Denzin And Lincoln Part Iv Mr Jitipol

Part VI:the future of qualitative research

The qualitative research continues to transform itself. It is apparent that the constantly changing field of qualitative research is defended by series of tensions and contradictions as well as emergent understandings. There are no definitive answers of those tensions. However, this chapter tries to show us how the future of qualitative can be.

Afterthought
On writing; On writing sociology
Zygmunt Bauman

Zygmunt Bauman reflexively moves qualitative inquiry (and sociology) into the new century, telling us that the work of the post and the sociologist – and of history – is to uncover, in ever new situations, “human possibilities previously hidden.” Writing and inquiry are not innocent practices. In its representational and political practices, quantitative inquiry, like sociology, makes visible the possibility of “living together differently with less misery or not misery. … Disclosure is the beginning – not the end – of the war against misery.” We have no choice; we are always already political, always already, engaged. A neutral noncommittal form of inquiry is an impossibility. In a truly democratic society, Bauman observes, everyone is free to question “everything that is pre-given. … In such a society, all individuals are free to create for their lives the meanings they will.” In such a society, qualitative inquiry becomes a vehicle for questioning all that is pre-given. Thus does Bauman lead us into the future.

Refunctioning ethnography
The challenge of an anthropology of the contemporary
Douglas R. Holmes and George E. Marcus

Douglas Holmes and George Marcus extend this argument, calling for a “Refunctioning of ethnography,” a regrounding of ethnography in the contemporary moment. They are quite explicit, observing that “a new set of regulative norms of fieldwork are needed to release ethnographers – in – the – marketing form the … imaginary” of classic ethnography. Contemporary ethnography could profitably be oriented to para-ethnography; that is, to the ecologies of knowledge, existing disclosures, and local practices that are in place in field settings. The ethnographer finds the “literal filed” by working through complex senses, levels, and multiple sites that connect the local to the global.

Holmes and Marcus observe that recognizing the multisided nature of fieldwork produces a “rethinking of a whole set of issues in fieldwork – complicity instead of rapport, … the necessity of collaborations and their personal politics, the uneven distribution or depth of knowing, … the changing nature of the object of study, grounding of an abstract relations … in form of human action and knowing.” Thus do they offer terms of a refunctioned ethnography where subjects, now called para-ethnographers, are tented as experts, as collaborators and partners in research. They ground their interpretation of the para-ethnographer in the analysis of a famous politic actor, the French nationalist Jean-Marie Le Pen.

Para-ethnography goes beyond merely identifying a new ethnography subject. Rather, it opens the door for deeper questions of how the “culture operates within a continuously unfolding contemporary.” More deeply, and more radically, Holmes and Marcus believe that “spontaneously generated para-ethnographies are build into the structure of the contemporary and give form and content to continuously unfolding skein experience.”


What you should do |
Leave out the pictures and copy the remaining records exactly.

(Data entries for graphics)

----------

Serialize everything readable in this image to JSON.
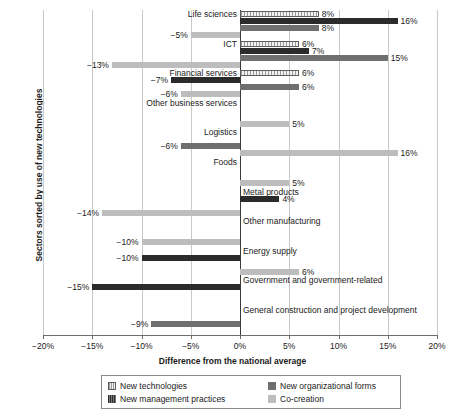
{
  "chart_data": {
    "type": "bar",
    "orientation": "horizontal",
    "title": "",
    "xlabel": "Difference from the national average",
    "ylabel": "Sectors sorted by use of new technologies",
    "xlim": [
      -20,
      20
    ],
    "xticks": [
      "−20%",
      "−15%",
      "−10%",
      "−5%",
      "0%",
      "5%",
      "10%",
      "15%",
      "20%"
    ],
    "xtick_values": [
      -20,
      -15,
      -10,
      -5,
      0,
      5,
      10,
      15,
      20
    ],
    "grid": true,
    "legend_position": "bottom",
    "categories": [
      "Life sciences",
      "ICT",
      "Financial services",
      "Other business services",
      "Logistics",
      "Foods",
      "Metal products",
      "Other manufacturing",
      "Energy supply",
      "Government and government-related",
      "General construction and project development"
    ],
    "series": [
      {
        "name": "New technologies",
        "key": "tech",
        "color": "#f2f2f2",
        "values": [
          8,
          6,
          6,
          0,
          0,
          0,
          0,
          0,
          0,
          0,
          0
        ],
        "labels": [
          "8%",
          "6%",
          "6%",
          "",
          "",
          "",
          "",
          "",
          "",
          "",
          ""
        ]
      },
      {
        "name": "New management practices",
        "key": "mgmt",
        "color": "#2b2b2b",
        "values": [
          16,
          7,
          -7,
          0,
          0,
          0,
          4,
          0,
          -10,
          -15,
          0
        ],
        "labels": [
          "16%",
          "7%",
          "−7%",
          "",
          "",
          "",
          "4%",
          "",
          "−10%",
          "−15%",
          ""
        ]
      },
      {
        "name": "New organizational forms",
        "key": "org",
        "color": "#6f6f6f",
        "values": [
          8,
          15,
          6,
          0,
          -6,
          0,
          0,
          0,
          0,
          0,
          -9
        ],
        "labels": [
          "8%",
          "15%",
          "6%",
          "",
          "−6%",
          "",
          "",
          "",
          "",
          "",
          "−9%"
        ]
      },
      {
        "name": "Co-creation",
        "key": "cocr",
        "color": "#bdbdbd",
        "values": [
          -5,
          -13,
          -6,
          5,
          16,
          5,
          -14,
          -10,
          6,
          0,
          0
        ],
        "labels": [
          "−5%",
          "−13%",
          "−6%",
          "5%",
          "16%",
          "5%",
          "−14%",
          "−10%",
          "6%",
          "",
          ""
        ]
      }
    ],
    "category_label_side": [
      "left",
      "left",
      "left",
      "left",
      "left",
      "left",
      "right",
      "right",
      "right",
      "right",
      "right"
    ]
  },
  "legend": {
    "items": [
      {
        "label": "New technologies",
        "key": "tech"
      },
      {
        "label": "New organizational forms",
        "key": "org"
      },
      {
        "label": "New management practices",
        "key": "mgmt"
      },
      {
        "label": "Co-creation",
        "key": "cocr"
      }
    ]
  }
}
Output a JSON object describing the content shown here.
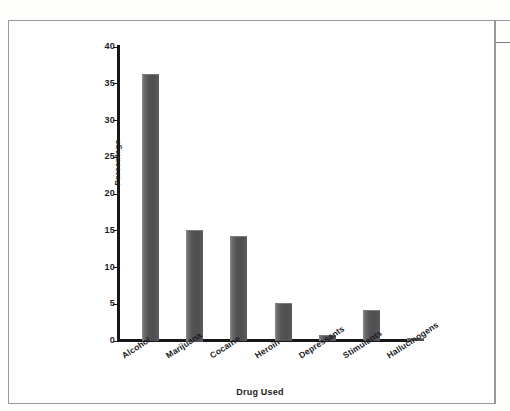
{
  "chart_data": {
    "type": "bar",
    "title": "",
    "subtitle": "",
    "xlabel": "Drug Used",
    "ylabel": "Percentage",
    "categories": [
      "Alcohol",
      "Marijuana",
      "Cocaine",
      "Heroin",
      "Depressants",
      "Stimulants",
      "Hallucinogens"
    ],
    "values": [
      36.2,
      15.0,
      14.2,
      5.1,
      0.7,
      4.2,
      0.4
    ],
    "ylim": [
      0,
      40
    ],
    "yticks": [
      0,
      5,
      10,
      15,
      20,
      25,
      30,
      35,
      40
    ],
    "ytick_labels": [
      "0",
      "5",
      "10",
      "15",
      "20",
      "25",
      "30",
      "35",
      "40"
    ],
    "grid": false,
    "legend": null,
    "legend_position": "none",
    "annotations": [],
    "series": [
      {
        "name": "Percentage",
        "values": [
          36.2,
          15.0,
          14.2,
          5.1,
          0.7,
          4.2,
          0.4
        ]
      }
    ],
    "bar_color": "#545457"
  },
  "figure": {
    "background_color": "#ffffff",
    "border_color": "#9a9a9a",
    "axis_color": "#17171a"
  }
}
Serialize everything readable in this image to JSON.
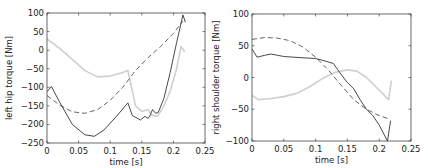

----------

Task solution |
Serialize everything readable in this image to JSON.
{
  "chart_data": {
    "type": "bar",
    "orientation": "horizontal",
    "title": "",
    "xlabel": "Difference from the national average",
    "ylabel": "Sectors sorted by use of new technologies",
    "xlim": [
      -20,
      20
    ],
    "xticks": [
      "−20%",
      "−15%",
      "−10%",
      "−5%",
      "0%",
      "5%",
      "10%",
      "15%",
      "20%"
    ],
    "xtick_values": [
      -20,
      -15,
      -10,
      -5,
      0,
      5,
      10,
      15,
      20
    ],
    "grid": true,
    "legend_position": "bottom",
    "categories": [
      "Life sciences",
      "ICT",
      "Financial services",
      "Other business services",
      "Logistics",
      "Foods",
      "Metal products",
      "Other manufacturing",
      "Energy supply",
      "Government and government-related",
      "General construction and project development"
    ],
    "series": [
      {
        "name": "New technologies",
        "key": "tech",
        "color": "#f2f2f2",
        "values": [
          8,
          6,
          6,
          0,
          0,
          0,
          0,
          0,
          0,
          0,
          0
        ],
        "labels": [
          "8%",
          "6%",
          "6%",
          "",
          "",
          "",
          "",
          "",
          "",
          "",
          ""
        ]
      },
      {
        "name": "New management practices",
        "key": "mgmt",
        "color": "#2b2b2b",
        "values": [
          16,
          7,
          -7,
          0,
          0,
          0,
          4,
          0,
          -10,
          -15,
          0
        ],
        "labels": [
          "16%",
          "7%",
          "−7%",
          "",
          "",
          "",
          "4%",
          "",
          "−10%",
          "−15%",
          ""
        ]
      },
      {
        "name": "New organizational forms",
        "key": "org",
        "color": "#6f6f6f",
        "values": [
          8,
          15,
          6,
          0,
          -6,
          0,
          0,
          0,
          0,
          0,
          -9
        ],
        "labels": [
          "8%",
          "15%",
          "6%",
          "",
          "−6%",
          "",
          "",
          "",
          "",
          "",
          "−9%"
        ]
      },
      {
        "name": "Co-creation",
        "key": "cocr",
        "color": "#bdbdbd",
        "values": [
          -5,
          -13,
          -6,
          5,
          16,
          5,
          -14,
          -10,
          6,
          0,
          0
        ],
        "labels": [
          "−5%",
          "−13%",
          "−6%",
          "5%",
          "16%",
          "5%",
          "−14%",
          "−10%",
          "6%",
          "",
          ""
        ]
      }
    ],
    "category_label_side": [
      "left",
      "left",
      "left",
      "left",
      "left",
      "left",
      "right",
      "right",
      "right",
      "right",
      "right"
    ]
  },
  "legend": {
    "items": [
      {
        "label": "New technologies",
        "key": "tech"
      },
      {
        "label": "New organizational forms",
        "key": "org"
      },
      {
        "label": "New management practices",
        "key": "mgmt"
      },
      {
        "label": "Co-creation",
        "key": "cocr"
      }
    ]
  }
}
Output a JSON object describing the content shown here.
{
  "chart_data": {
    "type": "bar",
    "title": "",
    "subtitle": "",
    "xlabel": "Drug Used",
    "ylabel": "Percentage",
    "categories": [
      "Alcohol",
      "Marijuana",
      "Cocaine",
      "Heroin",
      "Depressants",
      "Stimulants",
      "Hallucinogens"
    ],
    "values": [
      36.2,
      15.0,
      14.2,
      5.1,
      0.7,
      4.2,
      0.4
    ],
    "ylim": [
      0,
      40
    ],
    "yticks": [
      0,
      5,
      10,
      15,
      20,
      25,
      30,
      35,
      40
    ],
    "ytick_labels": [
      "0",
      "5",
      "10",
      "15",
      "20",
      "25",
      "30",
      "35",
      "40"
    ],
    "grid": false,
    "legend": null,
    "legend_position": "none",
    "annotations": [],
    "series": [
      {
        "name": "Percentage",
        "values": [
          36.2,
          15.0,
          14.2,
          5.1,
          0.7,
          4.2,
          0.4
        ]
      }
    ],
    "bar_color": "#545457"
  },
  "figure": {
    "background_color": "#ffffff",
    "border_color": "#9a9a9a",
    "axis_color": "#17171a"
  }
}
Serialize everything readable in this image to JSON.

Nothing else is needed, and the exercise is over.